Products like Thanks Again from GlidePathCX, which provides ecommerce solutions in airports, prove their value in the form of a rewards program active in many airport shops and restaurants around the country, which can provide discounts, loyalty points and other savings in exchange for access to user data. “In return for being able to gain insight into members’ transaction activity, we provide points and special offers that are targeted to those particular members,” says Edmund Puckhaber, president and COO of GlidePathCX.

The Airport Side

GlidePathCX also provides insights to their airport clients, a far more vast selection of data than what a typical [airport] would ever need to see. “We have a real comprehensive approach to being a one-stop shop for airport data, providing the airport executives one place where they can log in to see a comprehensive view of what’s going on at their airport,” says Puckhaber. “We provide all that in a comprehensive data dashboard called Insight360. The airports can log in, they can see what’s happening on the loyalty side of the equation, they can see what’s happening on the surveys…they can also look at additional KPIs or metrics according to different input data that we receive from third-party sources, the airport itself, and airport vendors.”

Varied in style, approach and medium though they are, all these players seek to answer a common question: where is the passenger going, and what are they doing there? “’Tracking the passenger’ is really about providing important services to the passenger,” says Atrius’ Richards Biondolillo. At YVR, this is something the digital twin technology excels in. “We’re putting it in the hands of our guest service agents, so they know where there are chokepoints, where there is congestion within the terminal, and it tells them where they need to go to be able to help people move through the airport more effectively.” Accessibility for disabled travelers and those with conditions that make travel extra-stressful, like autism, could also be an important use-case for this kind of technology, DuJohn says.

While most agree that technological additions won’t replace a human workforce, United Airlines’ Cozzi says it can lessen the burden on short-staffed teams. “Operationally, while our customer service team is always available, Terminal Guide, in addition to other recent launches like United’s bespoke Agent on Demand service, helps reduce customer service wait times and gives employees more bandwidth to focus on providing excellent customer service to those situations that are a bit more complicated. “Additionally, the information gathered via Terminal Guide can be used to dispatch staff to areas where we might need extra focus in a real-time manner, such as large groups checking in, flight delays, lines and more.
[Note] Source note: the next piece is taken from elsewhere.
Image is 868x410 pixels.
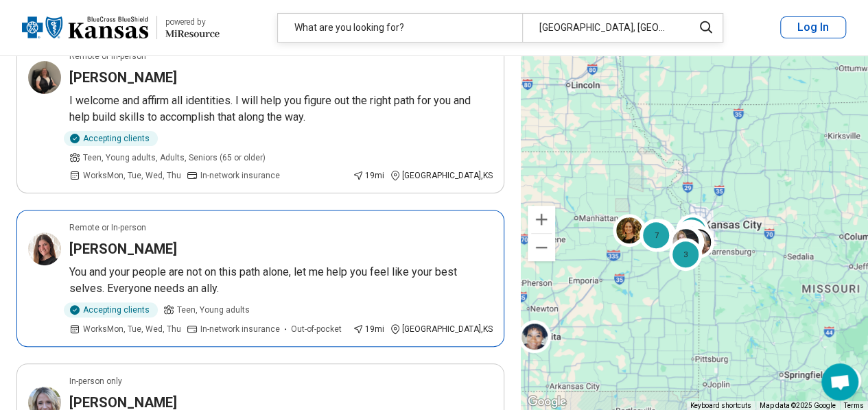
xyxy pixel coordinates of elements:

We can also leverage passenger trends, volumes and other insights for future planning,” he adds. That kind of actionable information is more valuable than some may even realize, according to Xovis’ Flores Shulman.

“As soon as someone’s wait exceeds ten minutes in a security queue, they’ll spend about 30 percent less money once they get through it,” he says. If that’s the case, technologies that both allow the traveler to take the journey back into their own hands, while also providing airports the insights they need to properly staff their facilities, may be the golden goose many are searching for coming out of the pandemic slump. To that end, the many stakeholders in the airport space may have to collaborate more than in previous years to meet elevated customer standards. “We see this as a critical collaboration opportunity between airlines and airports,” says Richards Biondolillo. “We are hearing from our global airline partners that innovation is back, customer experience and loyalty are again the number-one goal, and to get where they want to go, airlines absolutely need their airport partners to be a part of enabling the future.”